San Francisco State University Cinema Studies Graduate Student Conference
October 3rd and 4th, 2003

schedule
panels
abstracts
events
sfsu/city guide
the program
the conference
contact us
home

Keynote Speaker
1:00pm Saturday, October 4


Linda Williams
Director of Film Studies, UC Berkeley


Skin Flicks on the Racial Border: Pornography, Exploitation and Interracial Lust

What happens when racialized bodies become the subject of pornography's unique brand of confessing the "truths" of sex? In a genre that suspends narrative to scrutinze the sights and sounds of sexual acts that are all about the interpenetration of bodies--tongue into mouth, mouth around penis, penis in vagina or anus, etc. what does it mean when the interpenetrating bodies are differently raced? Finally, what does it mean when taboos enforcing the racial border are systematically violated and "black cock" penetrates "white pussy"? In many parts of American culture recognizing racial differences can seem to be, and sometimes is, synonymous with racism itself. Yet, in a culture that has become determined to be officially color blind, it can be refreshing, not to mention exciting, to find an arena in which skin tone, ass shape, body contour becomes a source of erotic pleasure. Racial stereotypes once used to elicit fear and revulsion are now used to cultivate a specialized desire in a brand of videos called "interracial." This essay explores the role of fear and desire in selected examples of interracial lust in both contemporary and classic pornography and in the exploitation film Mandingo. It argues that commodified forms of interracial lust have evolved out of taboos initially imposed by the white master's imposition of a racial border but which now serve to eroticize an entire field of sexualty that is no longer the sole province of the white master. For the function of these sexual fantasies is no longer, like the more purely phobic representations of the past, to keep white women and black men in their place. Rather, eroto-pornographic tales are now propped upon older racial stereotypes with the aim of transgressing their enforcement of the racial border. Since the seventies, the excitement of interracial lust has depended upon viewers, white and black, knowing the white racist scenario that viewed the black man as a purely phobic form of sexuality. But knowing is not the same as believing and it can be argued that pornographic pleasure works best when knowledge belief are most disparate.
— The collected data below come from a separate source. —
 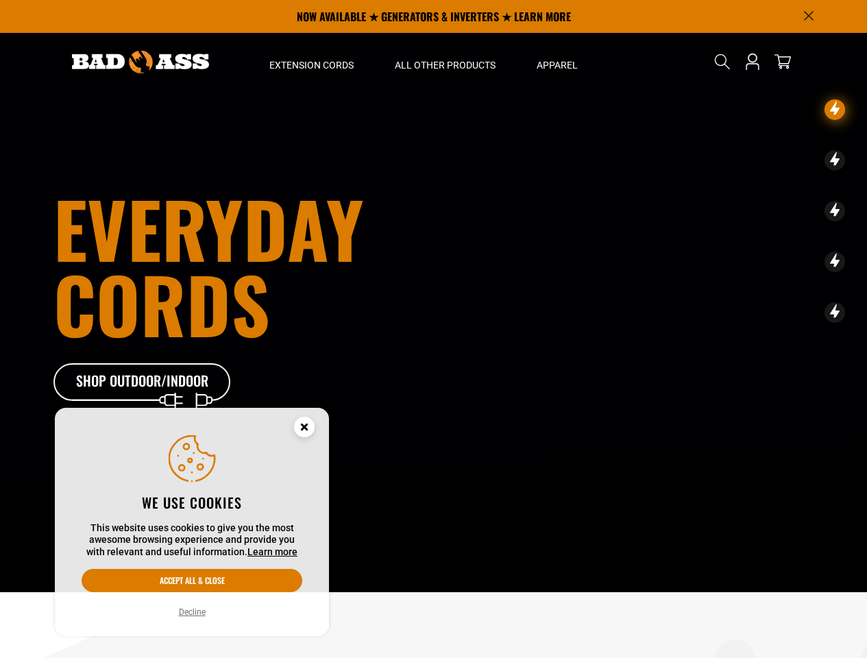 What do you see at coordinates (192, 580) in the screenshot?
I see `button: Accept all & close` at bounding box center [192, 580].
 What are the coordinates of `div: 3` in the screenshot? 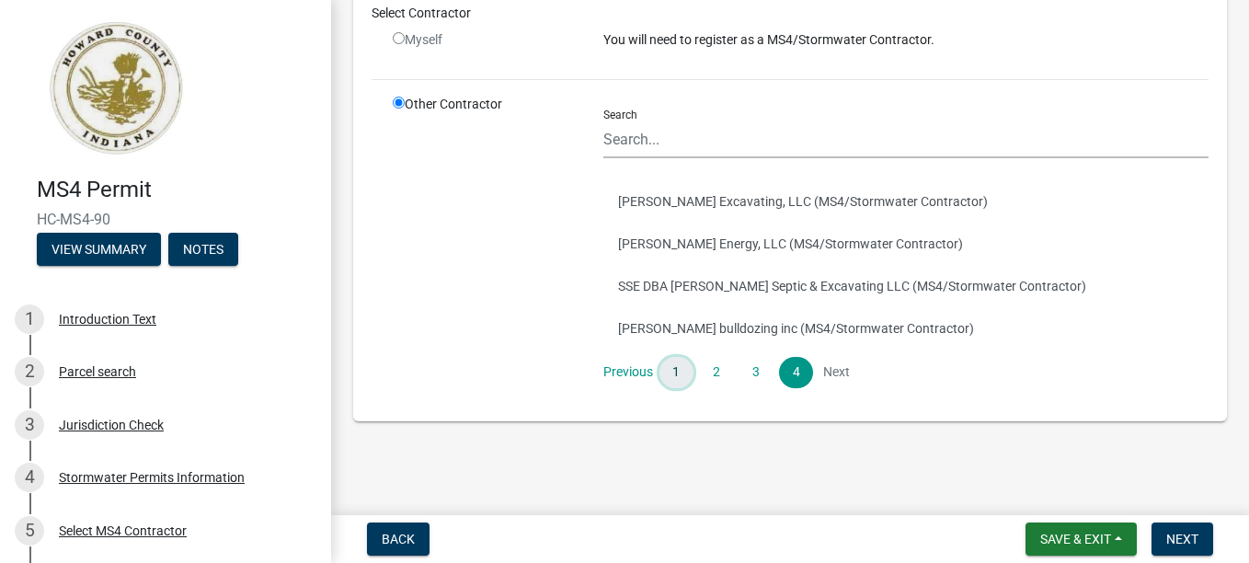 It's located at (29, 425).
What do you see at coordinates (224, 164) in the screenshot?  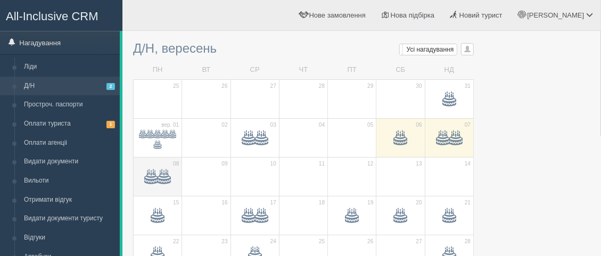 I see `span: 09` at bounding box center [224, 164].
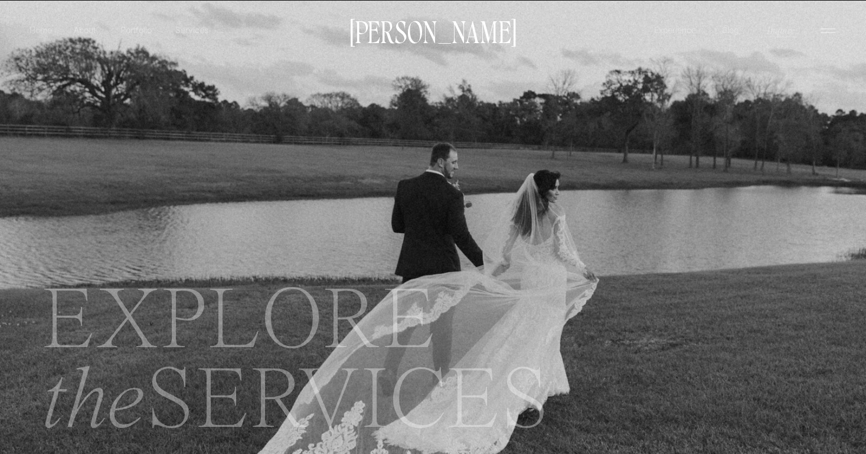  I want to click on i: the, so click(93, 404).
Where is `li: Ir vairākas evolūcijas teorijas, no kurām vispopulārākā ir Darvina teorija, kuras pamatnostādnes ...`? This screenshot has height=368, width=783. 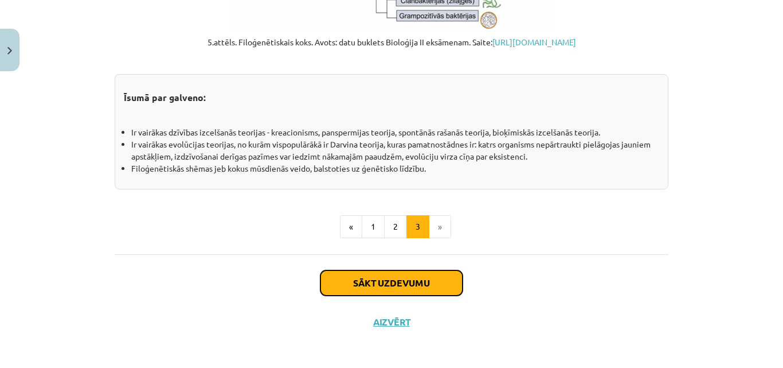
li: Ir vairākas evolūcijas teorijas, no kurām vispopulārākā ir Darvina teorija, kuras pamatnostādnes ... is located at coordinates (395, 150).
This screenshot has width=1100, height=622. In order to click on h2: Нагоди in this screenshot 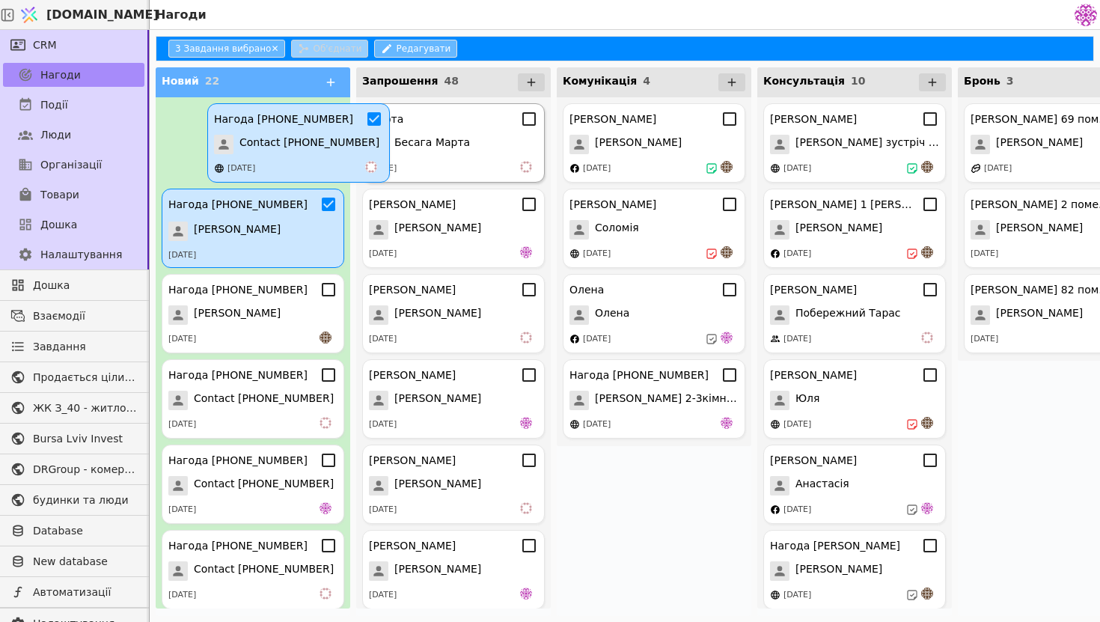, I will do `click(178, 15)`.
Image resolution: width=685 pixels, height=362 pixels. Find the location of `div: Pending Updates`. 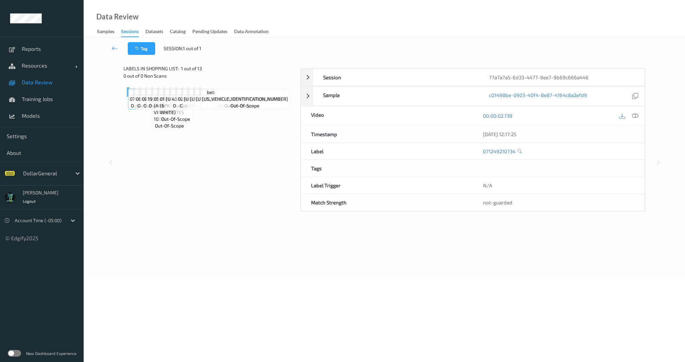

div: Pending Updates is located at coordinates (210, 32).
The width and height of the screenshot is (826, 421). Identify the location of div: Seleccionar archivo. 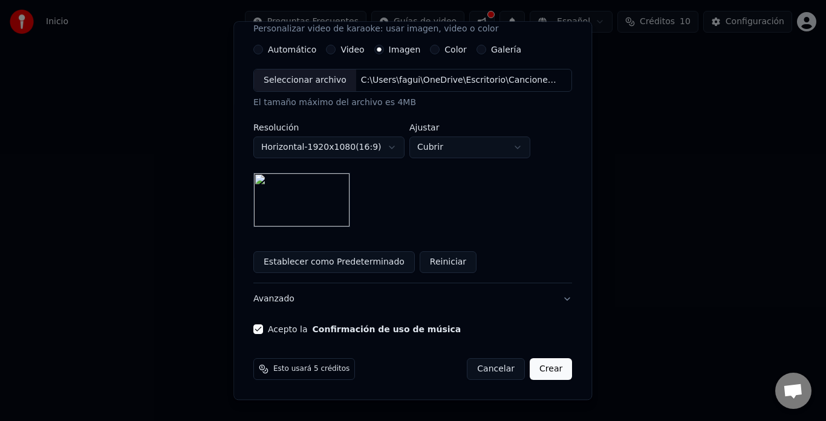
(305, 81).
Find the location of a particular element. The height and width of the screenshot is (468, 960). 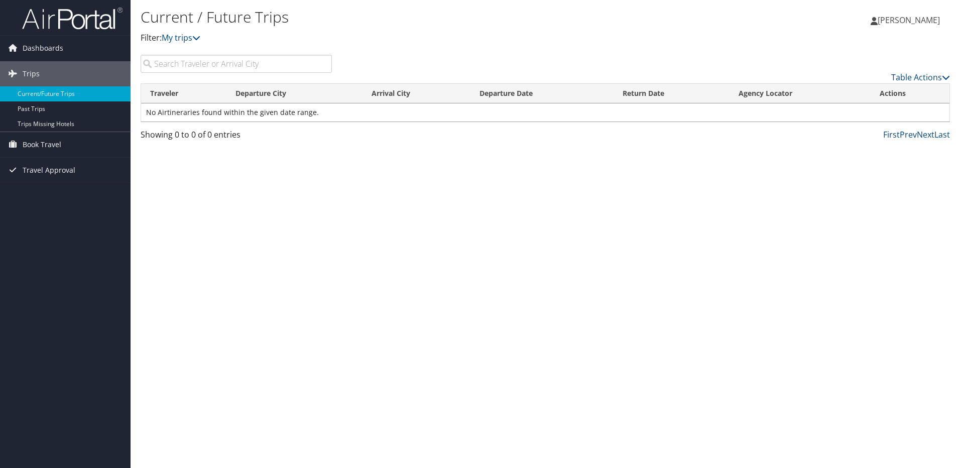

th: Departure Date: activate to sort column descending is located at coordinates (542, 93).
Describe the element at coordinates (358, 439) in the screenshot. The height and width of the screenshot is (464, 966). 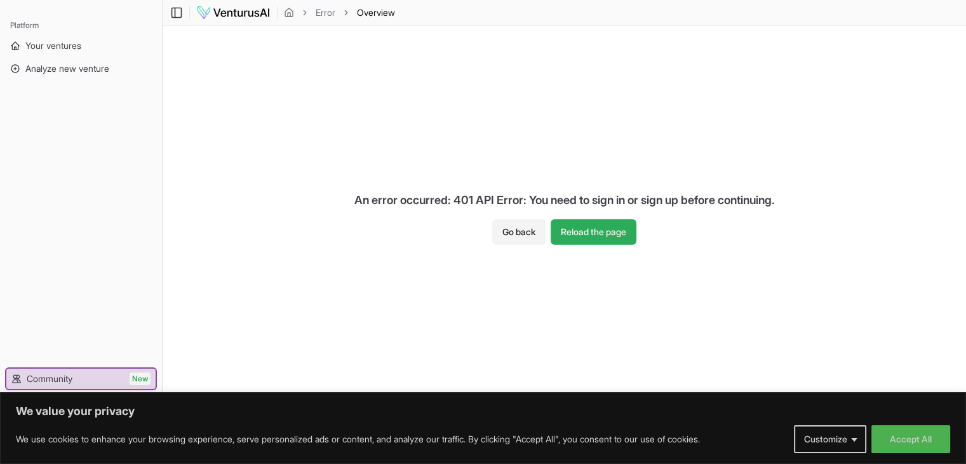
I see `p: We use cookies to enhance your browsing experience, serve personalized ads or content, and analyz...` at that location.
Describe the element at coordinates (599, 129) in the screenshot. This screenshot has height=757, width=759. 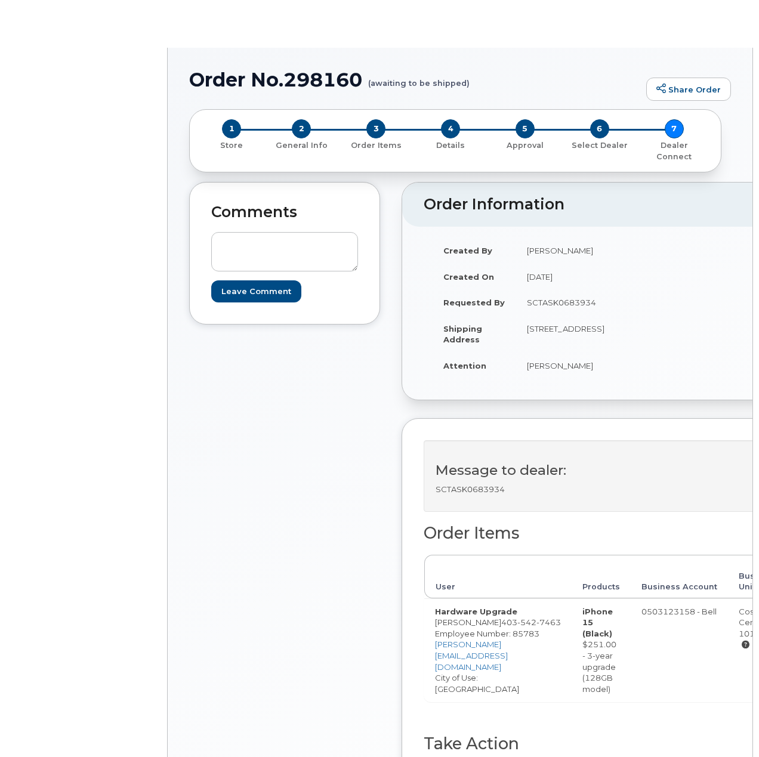
I see `span: 6` at that location.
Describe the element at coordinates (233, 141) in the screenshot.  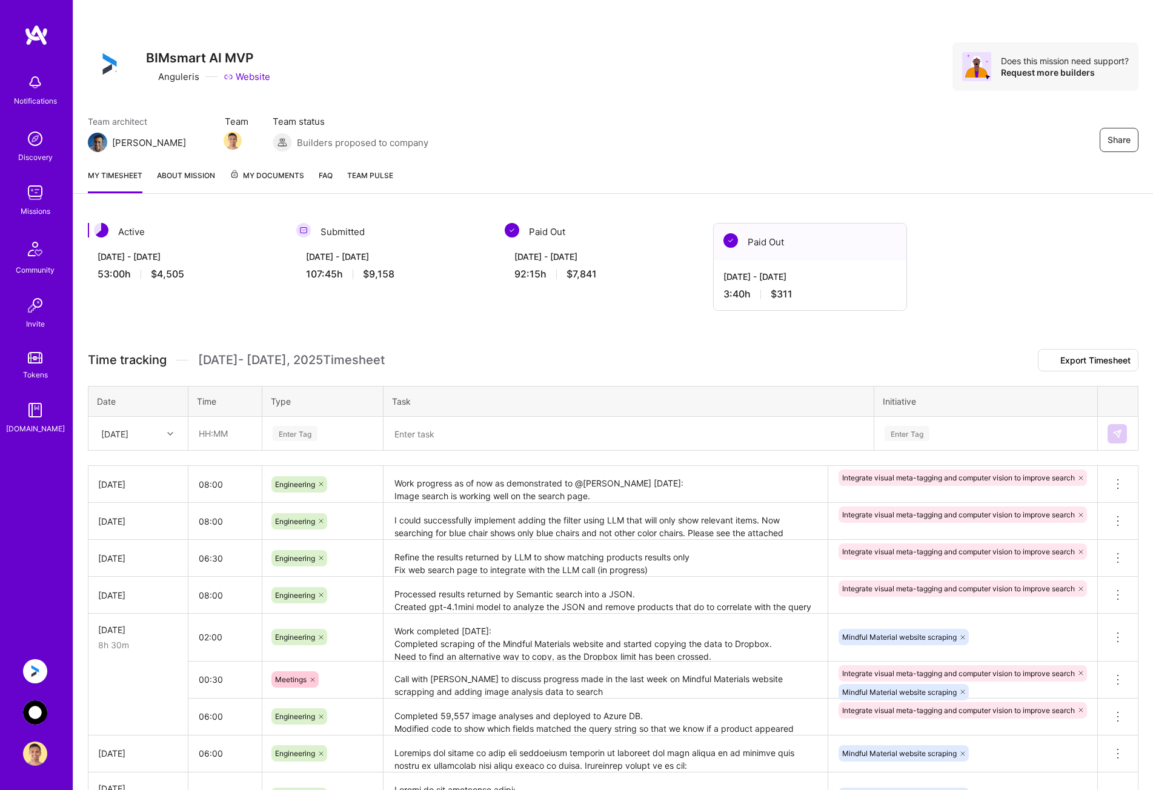
I see `img: Team Member Avatar` at that location.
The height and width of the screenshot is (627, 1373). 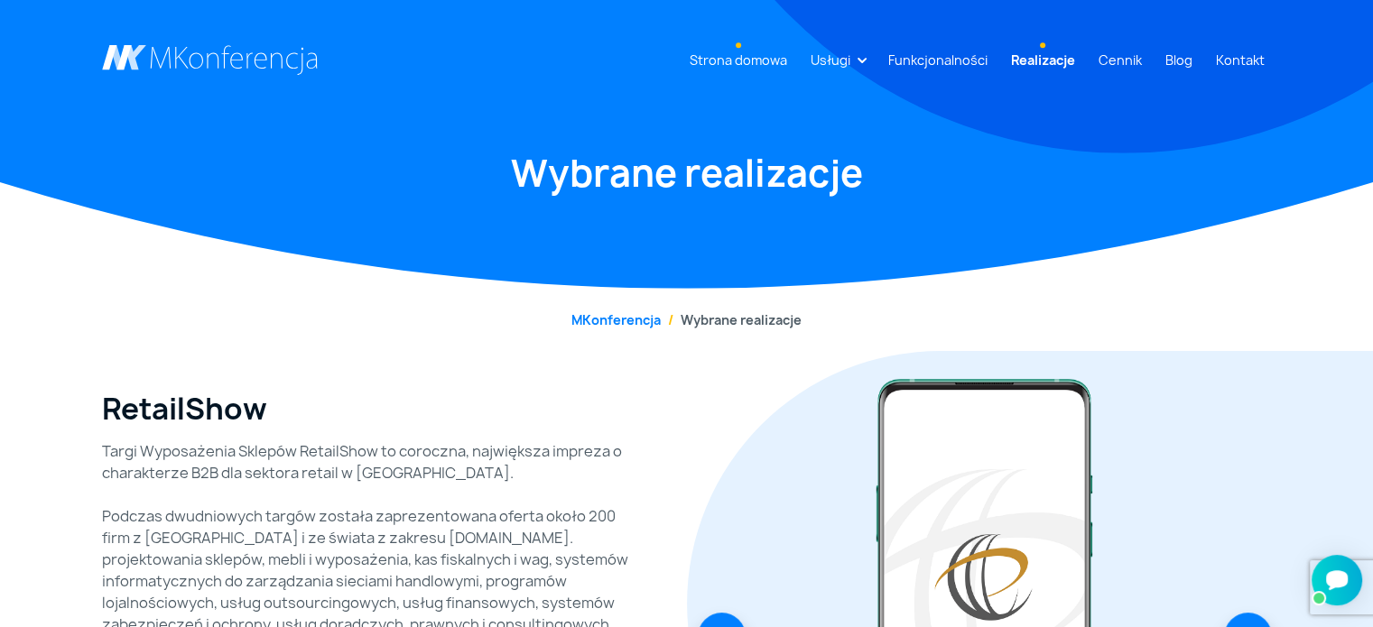 What do you see at coordinates (731, 320) in the screenshot?
I see `li: Wybrane realizacje` at bounding box center [731, 320].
Professor Williams teaches courses in Rhetoric and Film at UC Berkeley where she is also director of the Film Studies Program. She has written on genres such as melodrama and pornography and, more specifically, "body genres." According to Williams this includes a variety of films in which visual and narrative pleasure is structured through both an excessive display of bodies and the visceral effects they elicit from the audience. She is author of Figures of Desire: A Theory and Analysis of Surrealist Film, Hardcore: Power, Pleasure, and the "Frenzy of the Visible", a landmark study of pornography, and most recently Playing the Race Card: Melodramas of Black and White from Uncle Tom to O.J. Simpson.